Saturday, August 12, 2006
why do i have to go to LA...
thursday night, at the troubadour, on the verge of hollywood, i saw todd snider perform. again. todd is an event. he has just released his brand new album 'the devil you know' and shared some of that album's content, as well as older songs the crowd all wanted to hear. can't fault the guy. he's pretty perfect. here's the problem. he hasn't played where i live in a very, very long time, at least not to my knowledge, in the time i have been aware of him and his music. i have such a strong love/hate relationship with LA. there is clearly an energy about the place that feels creative, fun, artistic, glitzy, trashy, plastic, boring - all coexisting with each other. depending on one's mood and emotional settings, the best of LA can shine and bring on the good times like no other city i know....or not....that's not the point here. in august the plimsouls are playing. in october roger waters is playing. in november the who are playing. there are others....the point is getting to and from, in and out of LA is an ordeal. it used to be exhausting. now it is almost unacceptable. there are a lot of thoughts that crop up while one is on the way to and from the city of angels. the first thought that cropped up for me, sitting in bumper to bumper world, was our continued refusal to accept that our main means of transporting ourselves -the car - is irrevocably damaging the planet. how are we going to heed the warnings and get on with better means of transportation. why do we ignore perfectly acceptable mass transit vehicles - wouldn't a train ride be fun?!? the second thought that materialized was the idea that we are all in these separate vehicles, determined to get where we are going and equally determined to ignore the indivduals in the cars surrounding us.
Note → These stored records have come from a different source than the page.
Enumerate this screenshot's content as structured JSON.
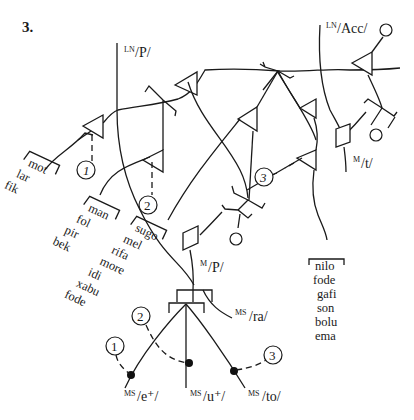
{
  "figure": {
    "number": "3."
  },
  "labels": {
    "ln_p": {
      "prefix": "LN",
      "text": "/P/"
    },
    "ln_acc": {
      "prefix": "LN",
      "text": "/Acc/"
    },
    "m_t": {
      "prefix": "M",
      "text": "/t/"
    },
    "m_p": {
      "prefix": "M",
      "text": "/P/"
    },
    "ms_ra": {
      "prefix": "MS",
      "text": "/ra/"
    },
    "ms_e": {
      "prefix": "MS",
      "text": "/e⁺/"
    },
    "ms_u": {
      "prefix": "MS",
      "text": "/u⁺/"
    },
    "ms_to": {
      "prefix": "MS",
      "text": "/to/"
    }
  },
  "circled_numbers": {
    "upper_1": "1",
    "upper_2": "2",
    "upper_3": "3",
    "lower_1": "1",
    "lower_2": "2",
    "lower_3": "3"
  },
  "word_lists": {
    "list_a": [
      "mot",
      "lar",
      "fik"
    ],
    "list_b": [
      "man",
      "fol",
      "pir",
      "bek"
    ],
    "list_c": [
      "sugo",
      "mel",
      "rifa",
      "more",
      "idi",
      "xabu",
      "fode"
    ],
    "list_d": [
      "nilo",
      "fode",
      "gafi",
      "son",
      "bolu",
      "ema"
    ]
  },
  "colors": {
    "ink": "#1a1a1a",
    "background": "#ffffff"
  }
}
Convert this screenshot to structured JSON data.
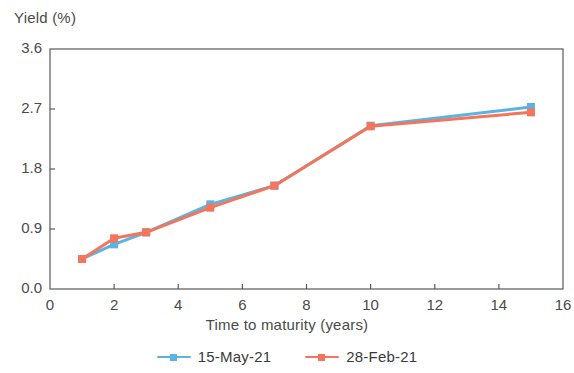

as we were driving home from the todd snider show - four of us carpooled up and back - there were a couple of girls - perhaps aged 12 to 14ish - in a car in front of us, waving to all the cars they were passing by. it was interesting to see how few people acknowledged them at all, much less waved back. we dEFinitely waved back. we even threw them our pez dipensers, fully loaded, and a candy necklace. we adopted their stance and started waving to other people in other cars as well. let me say, if the patrons in the other cars were not going to smile, wave and/or greet the little girls, they were rigid in their contempt and fearfully adamant about not waving at 4 adult women. it was all very disheartening....and by the fourth hour on the road, (in the dead of night it takes one and a half to two hours max to arrive at your destination), and still a very, very long way to go, i found myself forming the third thought which was the one about never coming to LA again. it wasn't worth it, even if it meant missing the plimsouls, roger waters and the who. i only wish the environmental problems out there on the highways or the pivotal real fear of relating to other humans could be as easily resolved.